Saturday, May 2, 2009

Mobile IP

The mobile IP service (RFC 2002) provides complete mobility to a user. The PDSN has the functionality of an FA. A user is assigned an HA in its home IP network. The MS is assigned an IP address, called home address, which is in the same subnet as the HA. The MS uses CoA (IP address of the FA) to register with the HA. Registration causes the HA to perform proxy ARP on the home subnet and begins intercepting all packets destined to the MN's home address. The HA also creates a binding between the home address of the MN and the care-of address specified in the Registration request. When the HA receives data for an MS, it forwards the data to the FA using CoA and the FA forwards the data to the MS. Packets destined for the MN are tunnelled using IP-in-IP tunnelling to the care-of address.

IP-in-IP tunnelling is specified in RFC 2003. Mobile IP allows an MS to be reachable regardless of whether it is roaming in a public or private network. The only criteria is that the care-of address and the home agent have public IP addresses that are globally routable. In case of private network access, the MS uses reverse tunneling via the FA to send the data through the private network.Mobile IP signaling is exchanged on the traffic channels over the air interface, which is an inefficient usage of the expensive radio resource. There are some improvements with respect to the base mobile IP protocol to make the signaling more RR efficient.

One such improvement is that the agent advertisement messages are not broadcast continuously and periodically by the PDSN to all the MS. Instead, they are sent to an MS after establishing PPP connection. Another improvement is that the PDSN can only repeat the advertisements a configurable number of times for an MS. Also, the PDSN stops sending the advertisements to an MS once it receives a registration request from the same MS. As mobile IP runs over the PPP connection, the mobile IP registration lifetime should be smaller than the PPP inactivity timer.

The MS-FA security procedure is provided by using MS-FA challenge/response mechanism as described in RFC 3012. It is initiated by the PDSN to authenticate a user in a visited domain upon user registration. The PDSN includes an MS-FA challenge extension in the agent advertisement. Since the advertisements are rarely sent, the PDSN includes the next challenge in the registration reply. The MS uses this next challenge in the next re-registration with this PDSN. The PDSN communicates the FA challenge response, received from the MS, to the home AAA server through the visited AAA server.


● WORK TO BE COMPLETED: When you reach the line that contains "Identify the location of p: Legacy", set down that line and every one after it through the end of the records, exactly as written and with no pictures.

[Data entries]
===============
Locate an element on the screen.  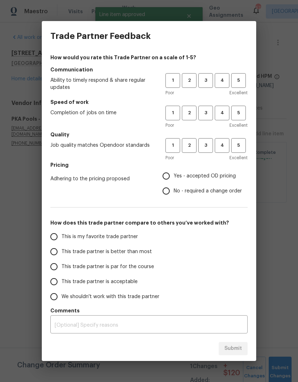
h5: Communication is located at coordinates (149, 70).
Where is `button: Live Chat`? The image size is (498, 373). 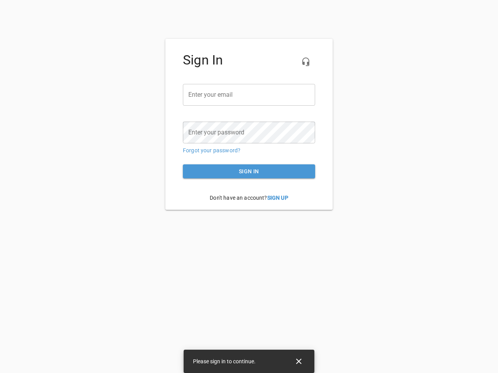
button: Live Chat is located at coordinates (306, 62).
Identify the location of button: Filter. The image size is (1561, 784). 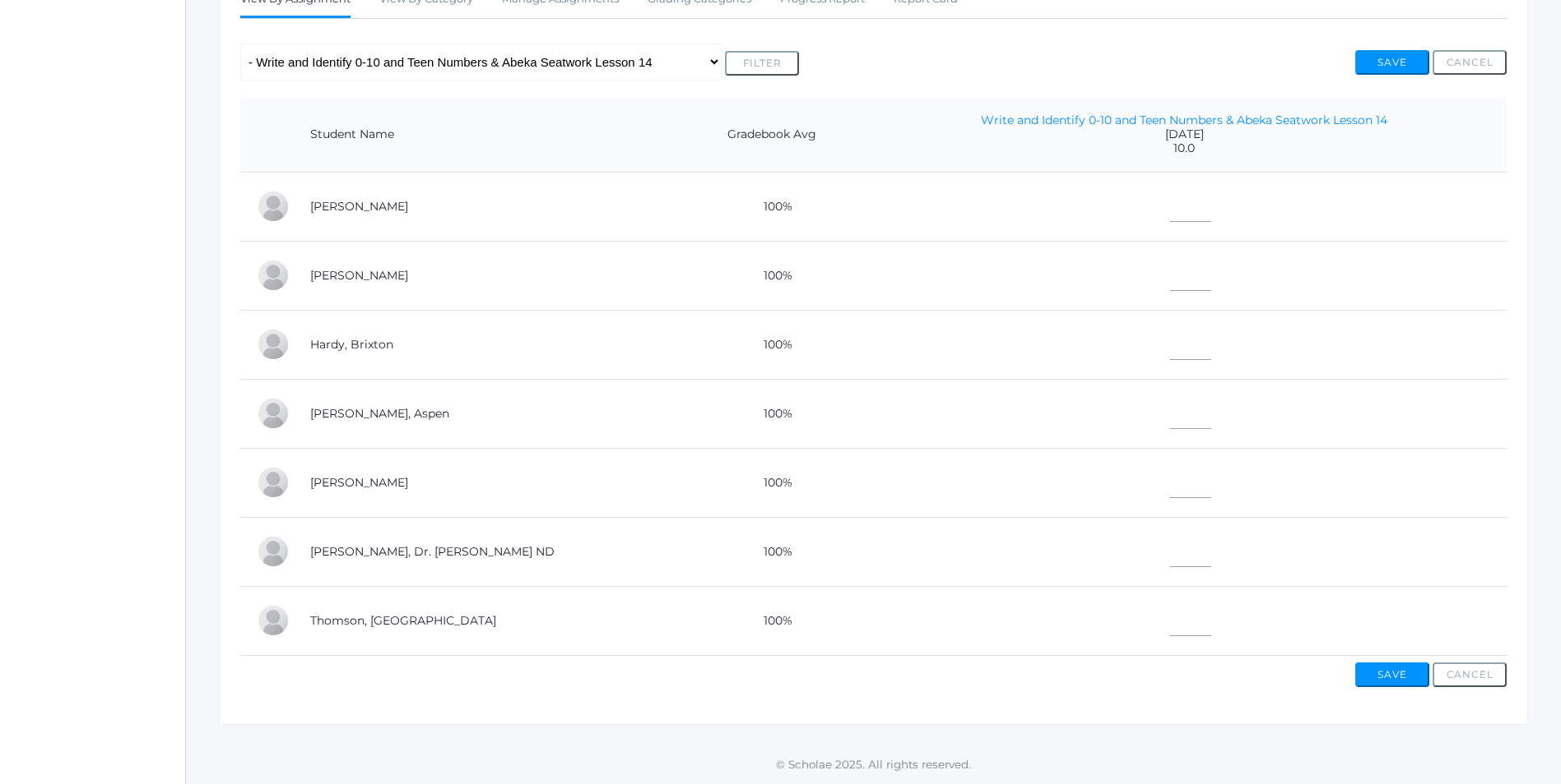
(762, 64).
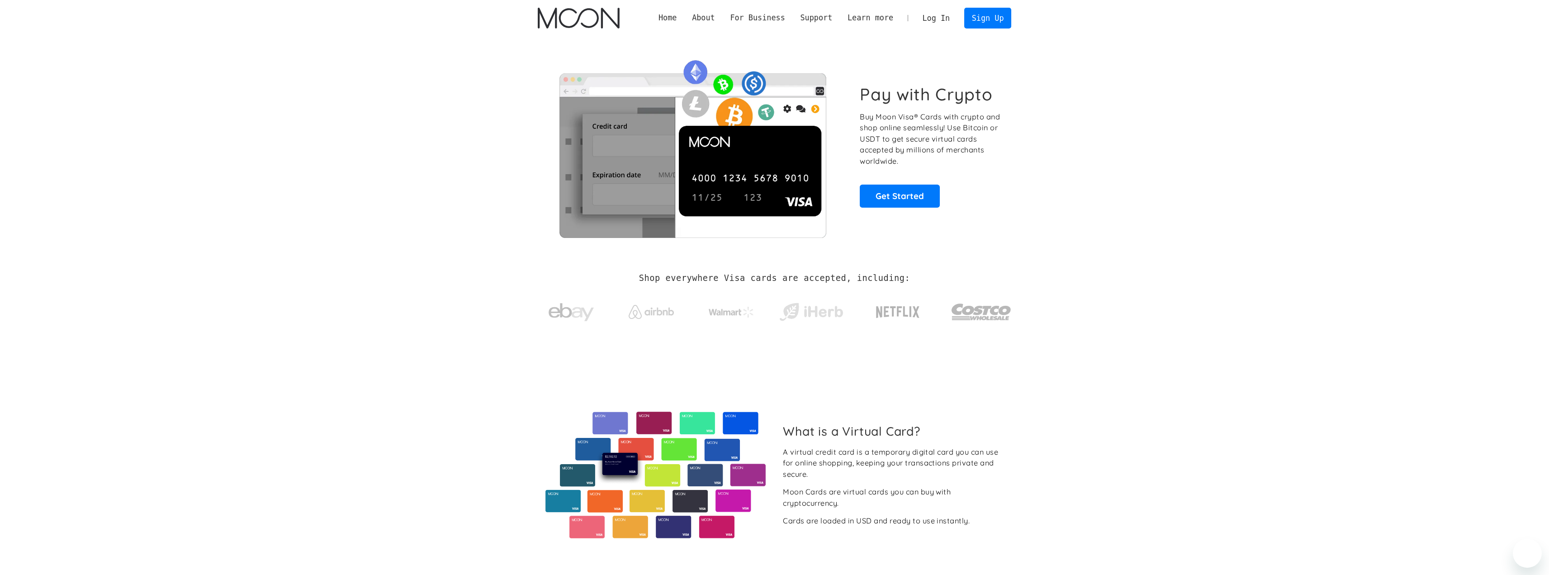 This screenshot has width=1549, height=575. Describe the element at coordinates (816, 18) in the screenshot. I see `div: Support` at that location.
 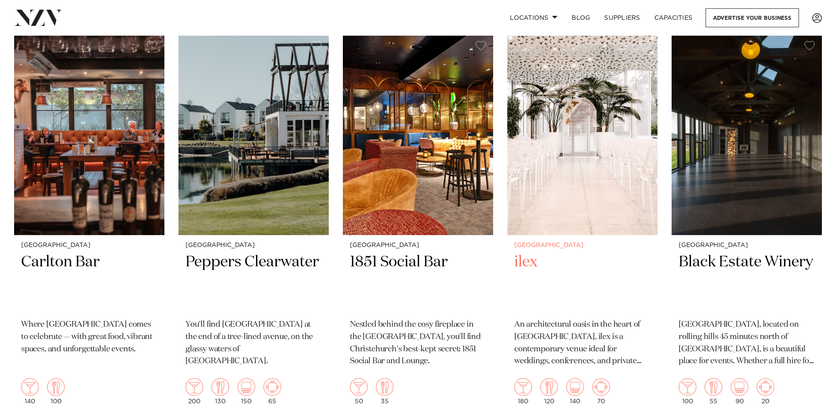 I want to click on h2: 1851 Social Bar, so click(x=418, y=282).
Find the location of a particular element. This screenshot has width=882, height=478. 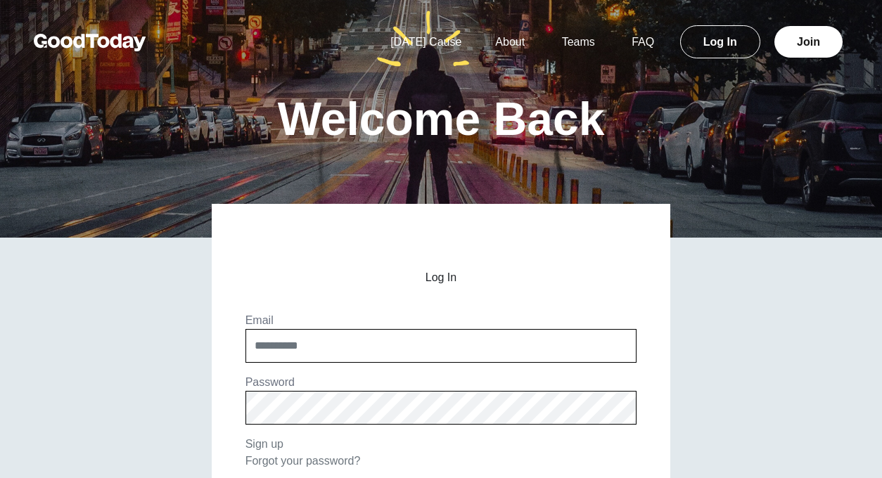

a: About is located at coordinates (510, 42).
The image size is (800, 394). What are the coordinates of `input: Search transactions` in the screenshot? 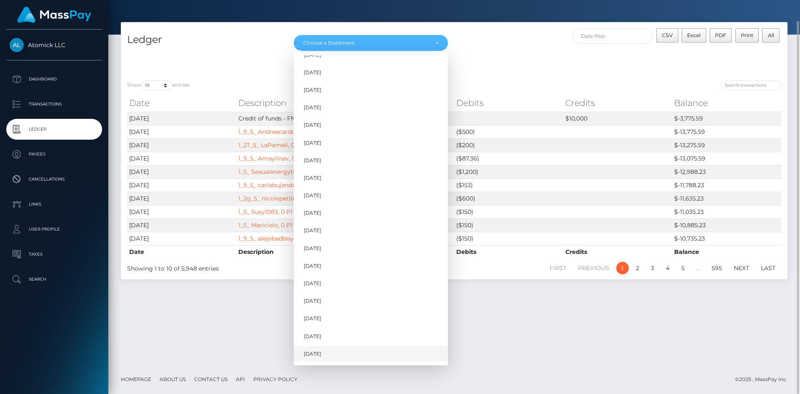 It's located at (751, 85).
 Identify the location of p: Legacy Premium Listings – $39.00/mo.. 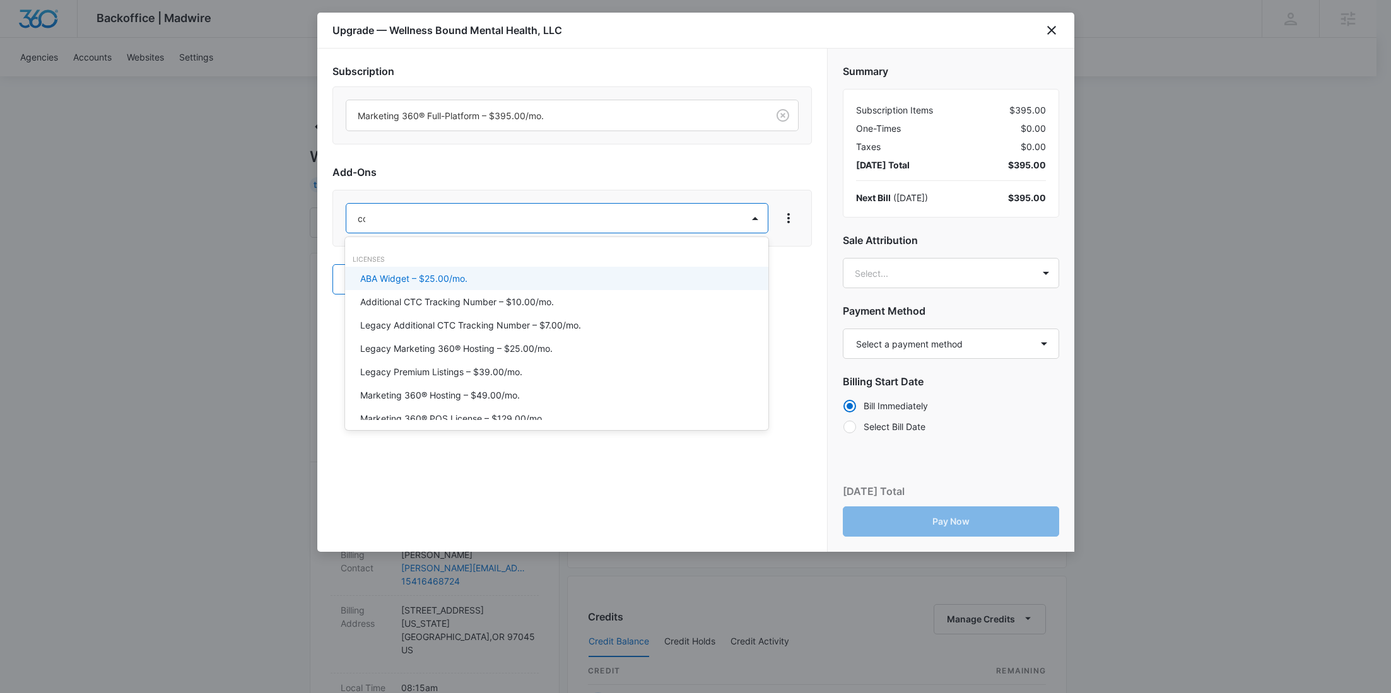
(441, 371).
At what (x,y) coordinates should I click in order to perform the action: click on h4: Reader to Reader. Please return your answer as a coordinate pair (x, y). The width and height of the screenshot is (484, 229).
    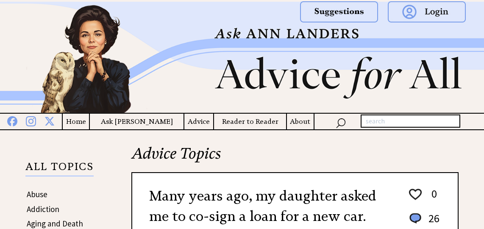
===============
● ANSWER FOR THIS EXERCISE:
 Identify the location of p: Legacy Premium Listings – $39.00/mo.. 
(441, 371).
At what (x,y) coordinates should I click in order to perform the action: click on h4: Reader to Reader. Please return your answer as a coordinate pair (x, y). The width and height of the screenshot is (484, 229).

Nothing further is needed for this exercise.